Cummins-Powered 1974 Ford Crew Cab

This truck was never meant to be a quick turnaround project. Jeff bought the truck three years ago as a personal build—an opportunity to learn more about how a diesel platform comes together and to understand the rhythm and timing of a ground-up restoration. Somewhere along the way the vision grew, the team expanded, and the truck’s destiny shifted toward SEMA and the Battle of the Builders. What stayed constant was the philosophy. It would be subtle, timeless, and honest. Every nut, every bolt, and every fastener was removed, inspected, replaced, or restored. Nothing (and we mean nothing) on this truck was left untouched.

Cummins-Powered 1974 Ford Crew Cab

Trail Tailor handled the body and paint, bringing the original Wimbledon White and Raven Black palette back to life. The choice of colors was more than nostalgic; it is period-correct and a nod to the dentside’s roots. The hand-painted red pinstripe running the body line sits where the factory dentside trim could have lived. It ties the exterior to the interior through the Porsche tartan red plaid inserts stitched into the seats and door cards. It is the sort of detail that rewards a second look and the kind of design choice that whispers instead of shouts.

Cummins-Powered 1974 Ford Crew Cab Cummins-Powered 1974 Ford Crew Cab

Under the hood lives a 12-valve 5.9 Cummins built by Full Metal Off-Road’s Trace Wong. The block is bored .020 over and topped with ARP head studs, Gator rocker pedestals, and a Banks Twin-Ram intake manifold. Fuel comes from a 600-horsepower P7100 pump feeding 150 hp injectors, all force-fed by a 68-millimeter turbocharger that provides the right mix of drivability and power. A Keating timing cover and a CVF serpentine pulley system clean up the front of the engine, giving the bay the quiet confidence of a build that was never meant to hide behind plastic panels.

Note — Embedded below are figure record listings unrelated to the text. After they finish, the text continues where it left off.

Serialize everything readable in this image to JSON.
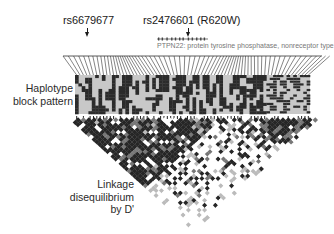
{
  "figure": {
    "snp_markers": [
      {
        "id": "rs6679677",
        "label": "rs6679677"
      },
      {
        "id": "rs2476601",
        "label": "rs2476601 (R620W)"
      }
    ],
    "gene": {
      "label": "PTPN22: protein tyrosine phosphatase, nonreceptor type"
    },
    "panels": {
      "haplotype": {
        "label_line1": "Haplotype",
        "label_line2": "block pattern"
      },
      "ld": {
        "label_line1": "Linkage",
        "label_line2": "disequilibrium",
        "label_line3": "by D'"
      }
    },
    "colors": {
      "dark": "#2b2b2b",
      "light": "#c8c8c8",
      "line": "#333333",
      "gene_text": "#777777"
    }
  }
}
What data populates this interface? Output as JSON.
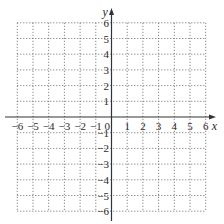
{
  "chart_data": {
    "type": "coordinate-grid",
    "title": "",
    "xlabel": "x",
    "ylabel": "y",
    "xlim": [
      -6,
      6
    ],
    "ylim": [
      -6,
      6
    ],
    "grid": true,
    "grid_style": "dotted",
    "x_ticks": [
      -6,
      -5,
      -4,
      -3,
      -2,
      -1,
      1,
      2,
      3,
      4,
      5,
      6
    ],
    "y_ticks": [
      -6,
      -5,
      -4,
      -3,
      -2,
      -1,
      1,
      2,
      3,
      4,
      5,
      6
    ],
    "origin_label": "0",
    "series": []
  },
  "style": {
    "axis_color": "#333333",
    "grid_color": "#6a6a6a",
    "label_color": "#2a2a2a"
  },
  "layout": {
    "origin_px": [
      111.5,
      117
    ],
    "unit_px": 15.7,
    "x_axis_extent_px": [
      5,
      216
    ],
    "y_axis_extent_px": [
      8,
      221
    ]
  }
}
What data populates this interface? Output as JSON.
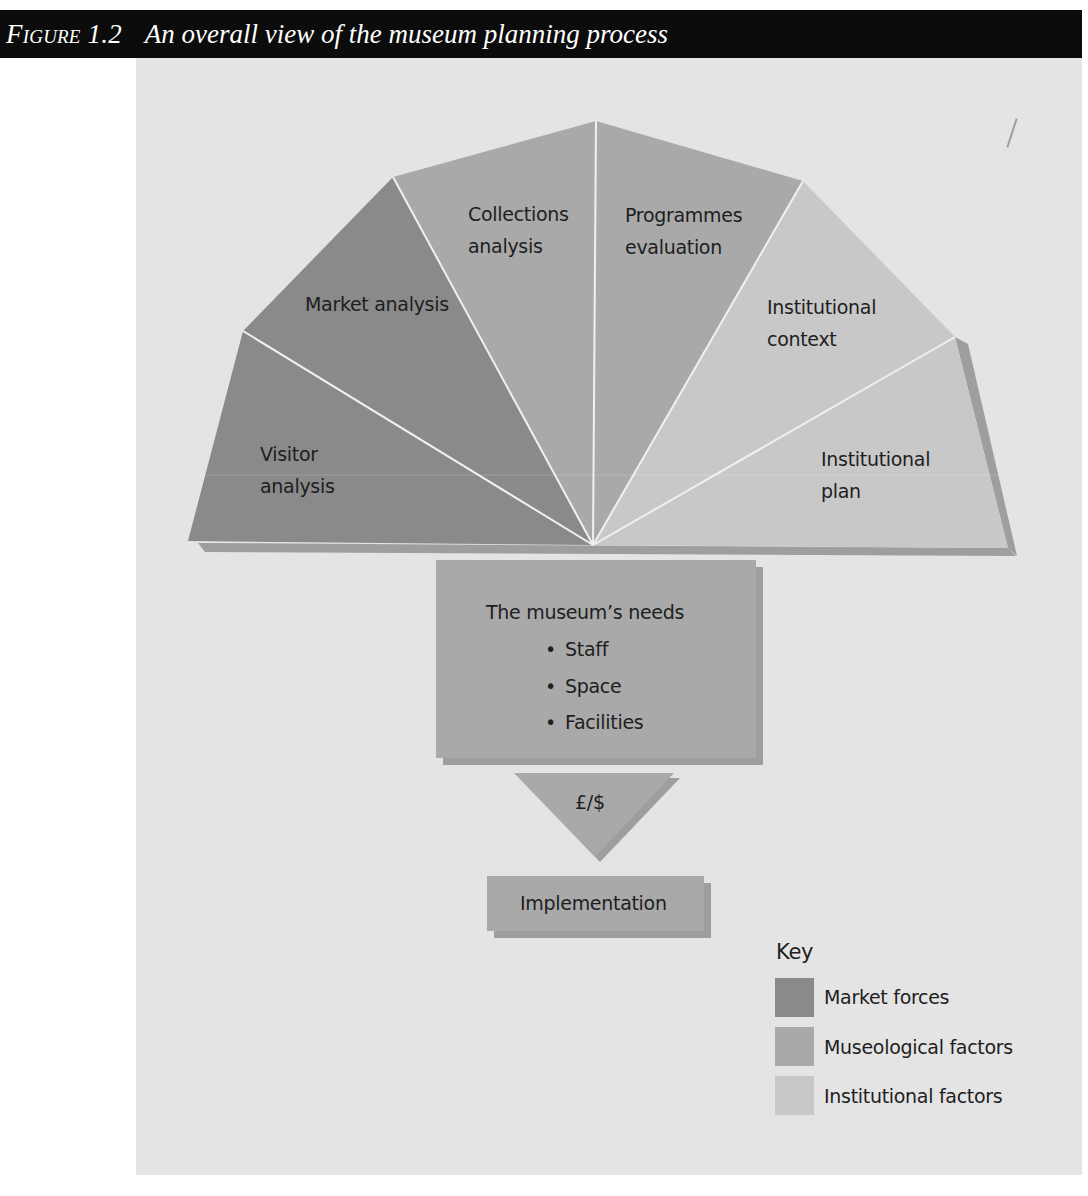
{
  "figure": {
    "number": "Figure 1.2",
    "title": "An overall view of the museum planning process"
  },
  "colors": {
    "title_bar": "#0c0c0c",
    "panel_background": "#e4e4e4",
    "market_forces": "#8a8a8a",
    "museological_factors": "#a9a9a9",
    "institutional_factors": "#c8c8c8",
    "shadow": "#9e9e9e",
    "divider": "#eeeeee"
  },
  "fan": {
    "segments": [
      {
        "label_line1": "Visitor",
        "label_line2": "analysis",
        "category": "Market forces"
      },
      {
        "label_line1": "Market analysis",
        "label_line2": "",
        "category": "Market forces"
      },
      {
        "label_line1": "Collections",
        "label_line2": "analysis",
        "category": "Museological factors"
      },
      {
        "label_line1": "Programmes",
        "label_line2": "evaluation",
        "category": "Museological factors"
      },
      {
        "label_line1": "Institutional",
        "label_line2": "context",
        "category": "Institutional factors"
      },
      {
        "label_line1": "Institutional",
        "label_line2": "plan",
        "category": "Institutional factors"
      }
    ]
  },
  "needs": {
    "title": "The museum’s needs",
    "bullet": "•",
    "items": [
      "Staff",
      "Space",
      "Facilities"
    ]
  },
  "funding": {
    "label": "£/$"
  },
  "implementation": {
    "label": "Implementation"
  },
  "key": {
    "title": "Key",
    "entries": [
      {
        "label": "Market forces",
        "color": "#8a8a8a"
      },
      {
        "label": "Museological factors",
        "color": "#a9a9a9"
      },
      {
        "label": "Institutional factors",
        "color": "#c8c8c8"
      }
    ]
  }
}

Cummins-Powered 1974 Ford Crew Cab Cummins-Powered 1974 Ford Crew Cab

The sound alone tells the story. It is the unmistakable cadence of a mechanical inline-six, the tractor-like rhythm only a 12-valve can deliver—snarly and throaty, but never obnoxious. Refined by tuning and system balance rather than mufflers and compromise, it feels like an engine with nothing to prove because it knows what it is.

Cummins-Powered 1974 Ford Crew Cab Cummins-Powered 1974 Ford Crew Cab

The custom chassis underneath is another Full Metal Off-Road creation. It brings the truck into the modern age without sacrificing its classic composure. Paired with a 2011 F-250 Dana 60 up front and a Sterling 10.5-inch in the rear, the truck rides and drives far better than anything built in 1974 has any right to. A hydroboost brake system from Battle Born Brakes gives it the kind of stopping power that makes the entire build feel factory engineered rather than retrofitted.

Cummins-Powered 1974 Ford Crew Cab

The 47RE sitting behind the Cummins feels right at home. Built, tightened up, and paired with a Valair triple disk converter, it slips into gear with the kind of confidence that tells you the truck was put together by people who care. There is no hesitation, no weird manners, just a clean engagement that makes the whole truck feel predictable. You ease into the throttle, and the driveline answers without a single complaint, making this pickup a true pleasure to drive.

Inside, the truck is a masterclass in restraint. Fat Fender Garage guided the interior direction and delivered a cabin that feels equal parts vintage and bespoke. The cabin boasts black leather skins with Porsche tartan inserts, custom B-pillars engineered to house proper seatbelts in a truck that originally had none, and an interior that still smells like new upholstery when the doors open. An OEM-looking electronic dash brings modern clarity without breaking the illusion. Jeff didn’t want a show truck interior; he wanted something that felt complete, cohesive, and correct.

Driving Pepé Le Crew seals the first impression. The truck moved with the manners of something much newer while we were photographing it at the Gene Roach Dry Lake Bed. It fired up cleanly, rolled into gear without hesitation, and floated across the cracked desert floor with the confidence of a modern F-Series truck. The 5.9 had plenty of power on tap but never felt jumpy or temperamental. The suspension soaked up the uneven terrain with ease, the steering felt tight without being twitchy, and the entire truck carried itself like a finished product—not a prototype.

That feeling is where Jeff’s personality shines through on the build. He’s the type of Texan who meets you with a firm handshake and lets you know exactly where he stands—no noise, no nonsense. If he says the job’s getting done, you can count on it being done right. When he has a vision, he commits, and this truck is a representation of that mindset. From the wheels to the paint, from the stance to the interior, nothing is overdone, but nothing is overlooked. It is the kind of build that comes from someone who understands diesel culture, cares about legacy, and values authenticity over spectacle. That is what sets this truck apart.

In a show filled with towering rigs and over-the-top builds designed to grab attention for all the wrong reasons, Pepé Le Crew stands out by refusing to shout. It is classic, corrected, improved, and elevated, and it is everything a tasteful diesel restomod should be. The build serves as a reminder that restraint can be just as impressive as excess and that the cleanest line in the hall doesn’t always belong to the tallest truck on the carpet.

Pepé Le Crew may not tower over a crowd, but it rises above almost everything else in the room. And that is exactly why it belongs on the cover of this month’s Diesel World magazine.